Faced with a monumental structure, its Central European air somewhat at odds with the immediate surroundings, I instantly knew it to be the right place. There could be no mistaking it. A quick look around me was all it took to bear out this impression. Straight ahead rose the twin towers of Westminster Abbey, gleaming white against the darkening sky. Further back, directly opposite the Central Hall, the ghostly shape of St Margaret’s Church gave way to Big Ben’s brightly lit outline, partly obscured by a concrete monstrosity. With only a passing glance at the words inscribed in bold letters above the imposing entrance, I pushed the heavy doors open and walked straight into the METHODIST CENTRAL HALL.
‘Where are we?’ I asked the invigilator at the reception, realising as I said this that my presence there at nightfall must strike him as a little peculiar. I barely listened to his answer as I struggled to come up with a reason for my impromptu visit.
‘Feel free to look around,’ he suggested at last after I mumbled something about a political gathering in support of the Liverpool dockers. ‘The Great Hall is that way.’ He motioned me towards the stairs with an encouraging gesture.
Even the staircase had a familiar air. Something about its shape added to the opulence of the place. It would have made a change from the dingy, garishly lit rooms near the Gare de l’Est, the party headquarters in Paris.
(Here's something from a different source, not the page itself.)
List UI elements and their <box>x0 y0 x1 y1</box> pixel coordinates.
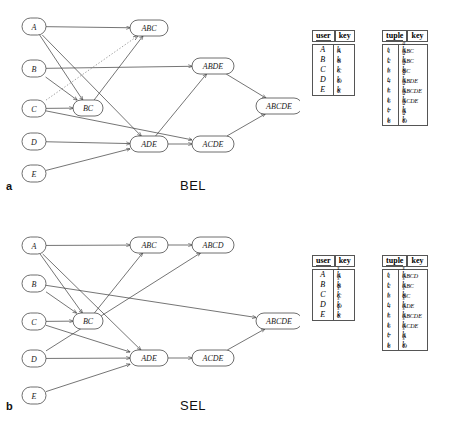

Slowly I wound my way up the stairs running my fingers along the smooth brass balustrade, guided by the broken sounds of organ practice emanating from the square domed space above. Memories flooded back as I sat there in one of the empty seats and contemplated the spot where I would have been sitting more than a decade ago, listening to working-class mantra as sexy young photographers busied themselves taking snapshots of us, and casting occasional glances over my shoulder to where he would have been sitting, a few rows back in the centre of the assembly hall.
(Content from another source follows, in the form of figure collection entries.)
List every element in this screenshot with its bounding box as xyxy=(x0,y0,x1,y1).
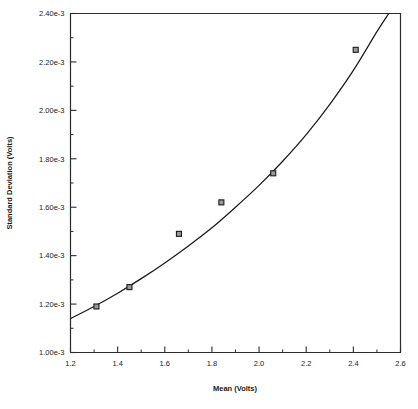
data-point-marker xyxy=(353,47,358,52)
y-tick-label: 1.00e-3 xyxy=(39,348,64,357)
scatter-plot-svg: 1.21.41.61.82.02.22.42.6 1.00e-31.20e-31… xyxy=(0,0,418,409)
x-tick-label: 1.8 xyxy=(207,359,217,368)
y-tick-label: 2.40e-3 xyxy=(39,9,64,18)
chart-figure: 1.21.41.61.82.02.22.42.6 1.00e-31.20e-31… xyxy=(0,0,418,409)
x-tick-label: 2.4 xyxy=(348,359,358,368)
y-tick-label: 1.60e-3 xyxy=(39,203,64,212)
data-point-marker xyxy=(176,231,181,236)
y-axis-title: Standard Deviation (Volts) xyxy=(5,136,14,230)
y-tick-label: 2.20e-3 xyxy=(39,58,64,67)
x-tick-label: 2.6 xyxy=(395,359,405,368)
x-tick-label: 1.2 xyxy=(65,359,75,368)
y-tick-label: 1.40e-3 xyxy=(39,251,64,260)
x-tick-label: 1.6 xyxy=(160,359,170,368)
y-tick-label: 1.80e-3 xyxy=(39,155,64,164)
y-tick-label: 2.00e-3 xyxy=(39,106,64,115)
x-axis-title: Mean (Volts) xyxy=(213,384,258,393)
x-tick-label: 2.2 xyxy=(301,359,311,368)
data-point-marker xyxy=(127,285,132,290)
data-point-marker xyxy=(219,200,224,205)
x-tick-label: 2.0 xyxy=(254,359,264,368)
data-point-marker xyxy=(94,304,99,309)
data-point-marker xyxy=(271,171,276,176)
x-tick-label: 1.4 xyxy=(112,359,122,368)
y-tick-label: 1.20e-3 xyxy=(39,300,64,309)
I was then in the final throes of my love affair with a Trotskyist, from whose sway I only managed to extricate myself by moving to England for good, severing all ties with him and the political movement he embodied, roughly nine months after the eventful gathering at the Methodist Central Hall. Come mid-October, I was crossing the Channel again, this time on the Eurostar: the opening gambit in a series of trans-Channel crossings that for a while were to become my way of life.